Oppenheimer is Christopher Nolan’s biopic of J. Robert Oppenheimer, the brilliant quantum physicist and ‘father of the atomic bomb’ who was later haunted by what he’d created. Starring Cillian Murphy, and his cheekbones, the film is dense, ambitious, complex, so very long (three hours) and impressive, even if it does drag by the end. (When a film is so very long, that’s the price you pay.) I could go on and on but, for many, the main selling point will be this: it isn’t Barbie and it isn’t pink. If that’s all the thanks you get for developing the next generation of weapon, I’m glad I never bothered It’s a Nolan film so, of course, it’s not chronological storytelling. I pity his wife.
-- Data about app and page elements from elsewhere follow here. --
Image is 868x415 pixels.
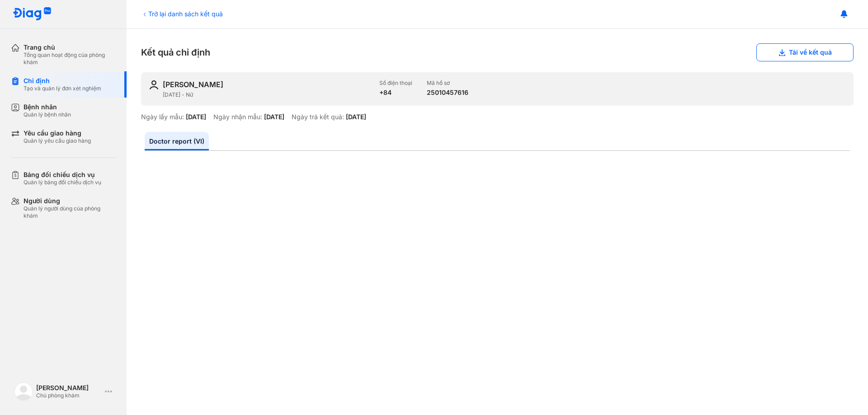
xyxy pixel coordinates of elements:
[13,7,51,21] img: logo
[757,43,854,62] button: Tải về kết quả
[23,111,71,118] div: Quản lý bệnh nhân
[23,205,116,220] div: Quản lý người dùng của phòng khám
[23,103,71,111] div: Bệnh nhân
[427,79,469,87] div: Mã hồ sơ
[145,132,209,150] a: Doctor report (VI)
[379,88,413,96] div: +84
[163,79,223,90] div: [PERSON_NAME]
[23,51,116,66] div: Tổng quan hoạt động của phòng khám
[23,138,91,144] div: Quản lý yêu cầu giao hàng
[23,43,116,51] div: Trang chủ
[23,171,101,179] div: Bảng đối chiếu dịch vụ
[36,384,101,392] div: [PERSON_NAME]
[141,43,854,62] div: Kết quả chỉ định
[427,88,469,96] div: 25010457616
[141,113,184,121] div: Ngày lấy mẫu:
[14,382,33,401] img: logo
[141,9,223,18] div: Trở lại danh sách kết quả
[23,85,101,92] div: Tạo và quản lý đơn xét nghiệm
[23,77,101,85] div: Chỉ định
[379,79,413,87] div: Số điện thoại
[36,392,101,399] div: Chủ phòng khám
[23,129,91,138] div: Yêu cầu giao hàng
[163,91,372,98] div: [DATE] - Nữ
[23,179,101,186] div: Quản lý bảng đối chiếu dịch vụ
[186,113,206,121] div: [DATE]
[149,79,159,90] img: user-icon
[291,113,344,121] div: Ngày trả kết quả:
[346,113,366,121] div: [DATE]
[264,113,285,121] div: [DATE]
[23,197,116,205] div: Người dùng
[213,113,262,121] div: Ngày nhận mẫu:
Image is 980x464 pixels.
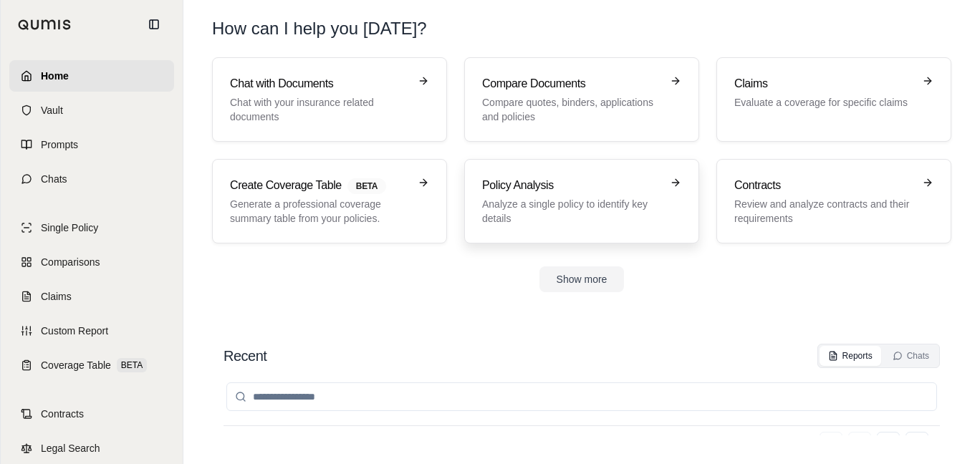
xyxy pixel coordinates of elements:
a: Vault [10,95,174,126]
h1: How can I help you [DATE]? [212,17,427,40]
a: Create Coverage TableBETAGenerate a professional coverage summary table from your policies. [212,159,447,243]
a: Compare DocumentsCompare quotes, binders, applications and policies [464,57,699,142]
span: Comparisons [41,255,100,269]
a: ContractsReview and analyze contracts and their requirements [716,159,951,243]
button: Show more [540,266,625,292]
a: Chats [10,164,174,195]
span: Coverage Table [41,358,111,372]
span: BETA [347,178,386,194]
img: Qumis Logo [18,19,72,30]
a: Claims [10,280,174,312]
span: Custom Report [41,324,108,338]
h3: Create Coverage Table [230,177,409,194]
div: Reports [828,350,873,362]
span: Legal Search [41,441,101,456]
span: Claims [41,289,72,303]
p: Analyze a single policy to identify key details [482,197,661,226]
a: Comparisons [10,246,174,278]
a: Custom Report [10,315,174,346]
a: Prompts [10,129,174,161]
span: Contracts [41,407,84,421]
p: Evaluate a coverage for specific claims [734,95,913,110]
span: Single Policy [41,221,98,235]
h2: Recent [224,346,266,366]
a: Policy AnalysisAnalyze a single policy to identify key details [464,159,699,243]
a: Contracts [10,398,174,430]
h3: Contracts [734,177,913,194]
h3: Policy Analysis [482,177,661,194]
button: Chats [884,346,938,366]
a: Chat with DocumentsChat with your insurance related documents [212,57,447,142]
span: Vault [41,103,63,118]
h3: Chat with Documents [230,75,409,93]
span: Chats [41,172,67,186]
span: Home [41,69,69,83]
button: Reports [819,346,882,366]
p: Chat with your insurance related documents [230,95,409,124]
a: Coverage TableBETA [10,349,174,381]
p: Generate a professional coverage summary table from your policies. [230,197,409,226]
p: Review and analyze contracts and their requirements [734,197,913,226]
button: Collapse sidebar [143,13,166,36]
a: Single Policy [10,212,174,243]
h3: Compare Documents [482,75,661,93]
p: Compare quotes, binders, applications and policies [482,95,661,124]
a: Legal Search [10,433,174,464]
span: BETA [117,358,147,372]
h3: Claims [734,75,913,93]
div: Chats [893,350,929,362]
a: ClaimsEvaluate a coverage for specific claims [716,57,951,142]
span: Prompts [41,138,78,152]
a: Home [10,60,174,92]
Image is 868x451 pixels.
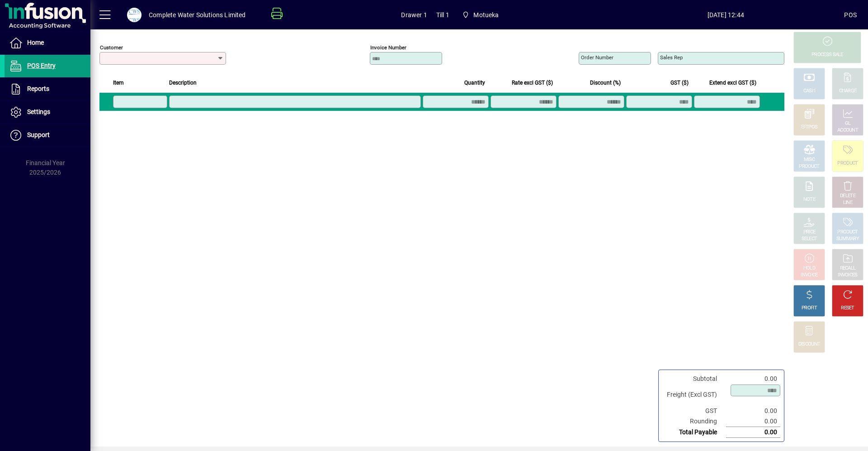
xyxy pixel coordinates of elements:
[27,39,44,47] span: Home
[839,265,855,272] div: RECALL
[801,236,817,242] div: SELECT
[5,101,90,124] a: Settings
[149,7,246,22] div: Complete Water Solutions Limited
[801,272,817,279] div: INVOICE
[474,7,498,22] span: Motueka
[169,78,196,88] span: Description
[838,272,857,279] div: INVOICES
[27,108,51,115] span: Settings
[27,61,55,69] span: POS Entry
[801,304,816,311] div: PROFIT
[726,406,780,416] td: 0.00
[662,384,726,406] td: Freight (Excl GST)
[836,236,859,242] div: SUMMARY
[607,7,844,22] span: [DATE] 12:44
[5,78,90,101] a: Reports
[803,229,815,236] div: PRICE
[5,124,90,147] a: Support
[804,157,814,164] div: MISC
[803,196,815,203] div: NOTE
[671,78,688,88] span: GST ($)
[5,32,90,55] a: Home
[662,374,726,384] td: Subtotal
[844,121,850,127] div: GL
[709,78,756,88] span: Extend excl GST ($)
[512,78,553,88] span: Rate excl GST ($)
[459,7,502,23] span: Motueka
[660,55,683,60] mat-label: Sales rep
[803,88,815,94] div: CASH
[370,45,406,51] mat-label: Invoice number
[726,427,780,438] td: 0.00
[799,164,819,170] div: PRODUCT
[662,406,726,416] td: GST
[837,127,858,134] div: ACCOUNT
[840,304,854,311] div: RESET
[113,78,124,88] span: Item
[401,7,427,22] span: Drawer 1
[662,427,726,438] td: Total Payable
[27,85,49,92] span: Reports
[27,132,50,138] span: Support
[799,341,820,348] div: DISCOUNT
[839,192,855,199] div: DELETE
[844,7,857,22] div: POS
[100,45,123,51] mat-label: Customer
[837,229,857,236] div: PRODUCT
[837,160,857,167] div: PRODUCT
[590,78,621,88] span: Discount (%)
[803,265,815,272] div: HOLD
[843,199,852,206] div: LINE
[812,52,843,58] div: PROCESS SALE
[726,416,780,427] td: 0.00
[726,374,780,384] td: 0.00
[436,7,450,22] span: Till 1
[120,7,149,23] button: Profile
[839,88,857,94] div: CHARGE
[662,416,726,427] td: Rounding
[464,78,485,88] span: Quantity
[581,55,613,60] mat-label: Order number
[801,124,817,131] div: EFTPOS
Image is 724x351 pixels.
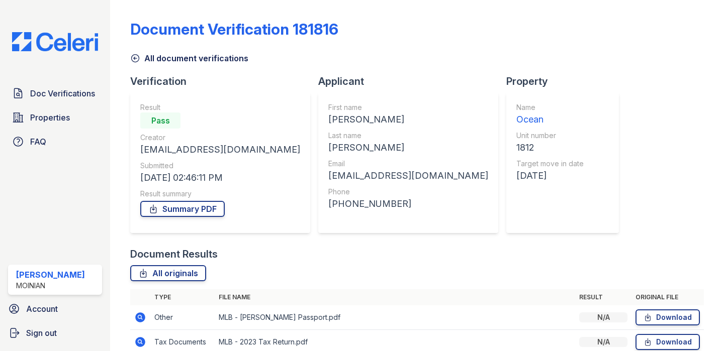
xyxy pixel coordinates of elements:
[30,87,95,100] span: Doc Verifications
[328,131,488,141] div: Last name
[130,247,218,261] div: Document Results
[140,171,300,185] div: [DATE] 02:46:11 PM
[579,313,627,323] div: N/A
[140,161,300,171] div: Submitted
[140,113,180,129] div: Pass
[140,189,300,199] div: Result summary
[635,334,700,350] a: Download
[631,290,704,306] th: Original file
[150,290,215,306] th: Type
[328,141,488,155] div: [PERSON_NAME]
[8,83,102,104] a: Doc Verifications
[130,52,248,64] a: All document verifications
[328,169,488,183] div: [EMAIL_ADDRESS][DOMAIN_NAME]
[30,112,70,124] span: Properties
[140,133,300,143] div: Creator
[328,113,488,127] div: [PERSON_NAME]
[318,74,506,88] div: Applicant
[635,310,700,326] a: Download
[328,197,488,211] div: [PHONE_NUMBER]
[516,103,584,127] a: Name Ocean
[516,159,584,169] div: Target move in date
[8,108,102,128] a: Properties
[8,132,102,152] a: FAQ
[516,169,584,183] div: [DATE]
[4,32,106,51] img: CE_Logo_Blue-a8612792a0a2168367f1c8372b55b34899dd931a85d93a1a3d3e32e68fde9ad4.png
[575,290,631,306] th: Result
[130,265,206,281] a: All originals
[4,323,106,343] a: Sign out
[328,187,488,197] div: Phone
[140,143,300,157] div: [EMAIL_ADDRESS][DOMAIN_NAME]
[26,327,57,339] span: Sign out
[215,306,575,330] td: MLB - [PERSON_NAME] Passport.pdf
[516,113,584,127] div: Ocean
[516,141,584,155] div: 1812
[150,306,215,330] td: Other
[4,299,106,319] a: Account
[16,281,85,291] div: Moinian
[30,136,46,148] span: FAQ
[328,103,488,113] div: First name
[140,201,225,217] a: Summary PDF
[215,290,575,306] th: File name
[516,103,584,113] div: Name
[16,269,85,281] div: [PERSON_NAME]
[328,159,488,169] div: Email
[516,131,584,141] div: Unit number
[130,74,318,88] div: Verification
[140,103,300,113] div: Result
[130,20,338,38] div: Document Verification 181816
[579,337,627,347] div: N/A
[26,303,58,315] span: Account
[506,74,627,88] div: Property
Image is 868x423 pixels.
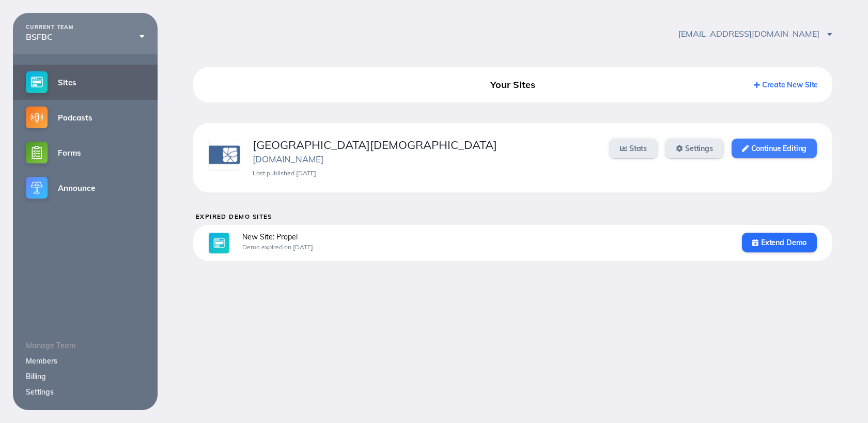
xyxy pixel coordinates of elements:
[253,153,323,164] a: [DOMAIN_NAME]
[25,387,54,397] a: Settings
[25,357,58,365] a: Members
[742,233,816,252] a: Extend Demo
[25,32,145,41] div: BSFBC
[25,371,46,381] a: Billing
[242,243,729,251] div: Demo expired on [DATE]
[13,64,157,100] a: Sites
[196,213,833,220] h5: Expired Demo Sites
[25,71,48,93] img: sites-small@2x.png
[13,135,157,170] a: Forms
[13,170,157,205] a: Announce
[665,139,723,158] a: Settings
[25,341,75,350] span: Manage Team
[253,170,597,177] div: Last published [DATE]
[731,139,816,158] a: Continue Editing
[209,233,229,253] img: sites-large@2x.jpg
[209,139,239,170] img: yq5zxkx1cggc1jet.png
[754,80,818,90] a: Create New Site
[13,100,157,135] a: Podcasts
[25,142,48,163] img: forms-small@2x.png
[25,177,48,198] img: announce-small@2x.png
[253,139,597,151] div: [GEOGRAPHIC_DATA][DEMOGRAPHIC_DATA]
[25,106,48,128] img: podcasts-small@2x.png
[411,75,615,94] div: Your Sites
[679,28,832,39] span: [EMAIL_ADDRESS][DOMAIN_NAME]
[609,139,657,158] a: Stats
[25,24,145,30] div: CURRENT TEAM
[242,233,729,241] div: New Site: Propel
Oppenheimer and the triumph of Christopher Nolan

The Barbenheimer phenomenon — thought of by many as just idle chatter on the internet — has enduring power. Last weekend, Barbie and Oppenheimer earned a combined $511 million in global box office receipts; an unprecedented number where neither film is a superhero picture or a sequel. Barbie made more money, on the grounds that it’s an hour shorter and is PG-13 rated, but the vast box office success of the R-rated Oppenheimer, which made over $170 million in its opening weekend, is testament both to Barbenheimer excitement, and to the film’s very own brand: its powerful writer-director-producer, Christopher Nolan.  James Cameron aside, it is hard to think of any filmmaker who wields such power and influence in contemporary Hollywood.

Christopher Nolan

Is Peaky Blinders past its peak?

This article is in The Spectator’s inaugural US edition. Subscribe here to get yours. Peaky Blinders would have you believe it’s the best of British: sharp suits and vests, the workingman’s flat cap and the gangster’s slo-mo swagger, the chug of Anglo alternative rock, and a smörgåsbord of regional accents, Academy Award-nominated guest stars and oh-look-I-remember-him cameos from historical figures. These are the ingredients of Britain’s answer to the American sagas that set new standards for television: The Sopranos, The Wire, Breaking Bad. Yet there’s always been the whiff of style over substance to Peaky Blinders, a sense of looking back without seeing anything new.